4 JANUARY 1946, Page 16

THE CINEMA

Review of the Year. "The House on 92nd Street." At the Odeon.

LOOKING back at the films of the year, with what eagerness does the critic search for the least sign of a trend which will turn his list into a constructive analysis of the cinema of 1945. How hard he must fight against the temptation to make the films fit some pet theory. of relapse or 'renaissance. Conscious therefore of my peril I venture upon a theory that the work of the past year has revealed two inter- connected trends, each of them- likely to prove surprising in certain professional quarters. To begin with I find that a high proportion of the outstanding films have aimed at a realistic representation of normal contemporary life. Secondly there seems some evidence, of a slump in good comedy. These concomitants of the final year of war lend some colour to the theory that evape from martial horrors

is better achieved by alternative realities than by comedy. '

Let us first consider the light films. -The best of them was -The Fifth Chair, and it is perhaps not without significance that it achieved many of its effects by a process of introversion, by looking ironically inwards towards the extravagances and the banalities of Hollywood: Then there were Blithe Spirit and Arsenic and Old Lace, both tempering their fun with an occasional cold blast from the mortuary. The Princess and the Pirate was scarcely Bob Hope at his best and The Road to Utopia I have not seen, but whatever its virtues they cannot effect the general conclusion that 1945 was not a vintage year for comedy.

In the matter of realism we are at once on more stimulating ground. Brief Encounter gave us what from most points of view is the first balanced, intimate, and genuinely moving study of English middle-class life yet to reach the screen. A Tree Grows in Brooklyn rendered equally remarkable service to the tenement dwellers of New York, and The Southerner depicted a young American farmer's struggle with the soil realistically, colourfully and with directorial artistry.

In the field of documentary, The True Glory, with its imaginative use of characterised commentary, Burma Victory and Journey Together have well maintained the tradition, whilst The Seventh Veil carries off the psychology stakes, and Dead of Night, Farewell M3 Lovely and The Lost Weekend each carry off a palm in the spheres of spooks, crooks and dipsomania. It has not been a good year for non-English-speaking films, but the belated arrival of Malraux's drama of the Spanish war, L'Espoir (" Days of Hope ") much im- proved the record.

I have left till last the most interesting development of all because it relates to a category of film which also provides a new release for this week. -The House on 92nd Street is producer Louis de Roche- mont's second attempt this year to achieve a smooth combination of fact and fiction. In The Fighting Lady (certainly one of 1945's high-markinst_ films) actual shots of, air combat in the Pacific wete given a feature film shape by the addition of a minimum of re-enacted episodes. In The House on 92nd Street de Rochemont has carried the method to a further stage by employing a small team of actors and actresses to give intimacy to a founded-on-fact story of how the U.S. counter-espionage service defeated Nazi attempts to discover the secret of the atomic bomb. The result is a spy thriller as exciting as any yet screened which embodieS sequences revealing the actual methods used by the secret agents and includes real evidence photo- graphed by the concealed movie-cameras of F.B.I. agents. Even more remarkable is the success with which professional actors are blended in with ordinary people shown busy with their day-to-day jobs. Real settings have been used and the whole endeavour has been to lift the story out of the studios back into life.

The House on 92nd Street and The Fighting Lady are not perhaps the best films of the year but they are certainly likely to prove the most prolific in new film-making ideas. If, to end up this article, there should be a " best," then my vote is divided between Brief Encounter and A Tree Grows in Brooklyn. EDGAR ANSTEY.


*Assignment*:
Give all of the records again precisely, excluding whatever pictures they contain.

*Task inputs*:
----------------------------------------

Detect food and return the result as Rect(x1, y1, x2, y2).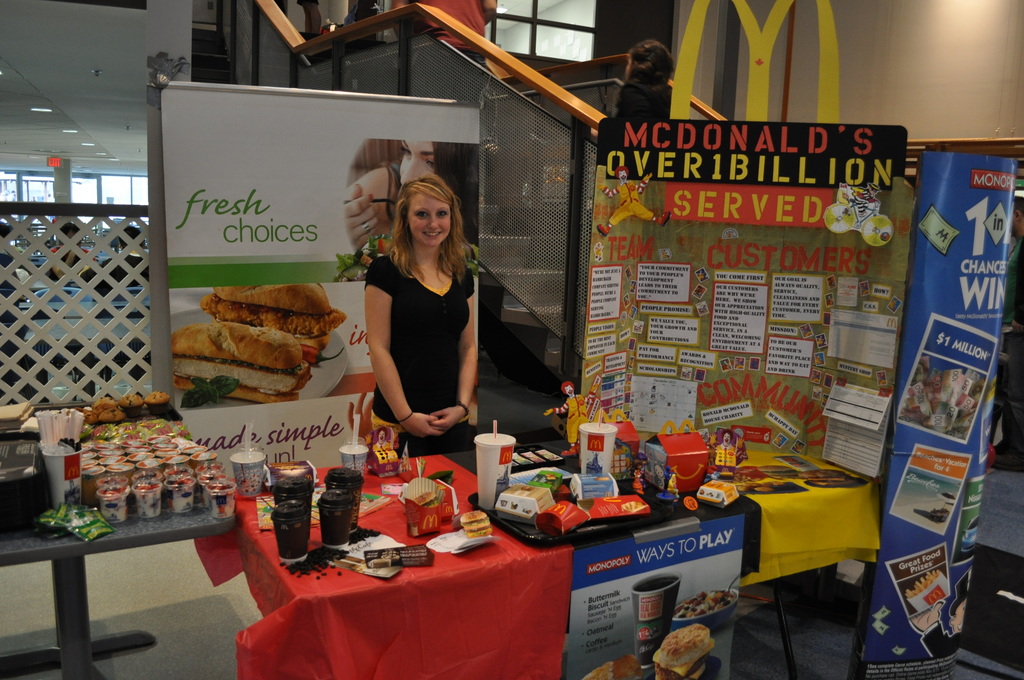
Rect(653, 625, 712, 679).
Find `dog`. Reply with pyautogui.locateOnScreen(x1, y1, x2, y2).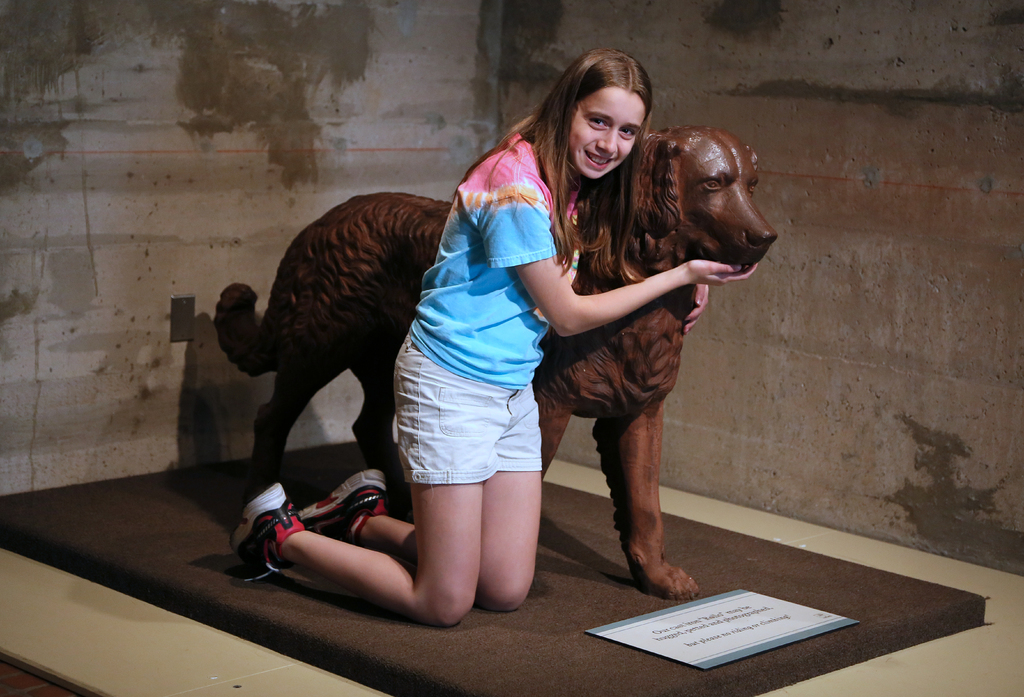
pyautogui.locateOnScreen(212, 124, 780, 604).
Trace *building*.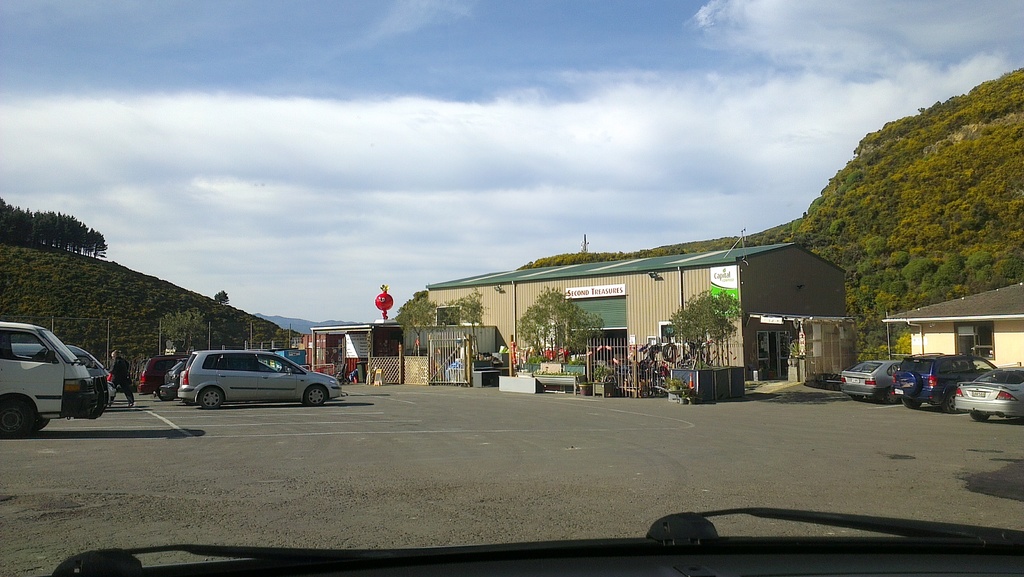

----------------------------------------

*Response to this task*:
Detect food and return the result as Rect(x1, y1, x2, y2).
Rect(653, 625, 712, 679).
Find `dog`. Reply with pyautogui.locateOnScreen(x1, y1, x2, y2).
pyautogui.locateOnScreen(212, 124, 780, 604).
Trace *building*.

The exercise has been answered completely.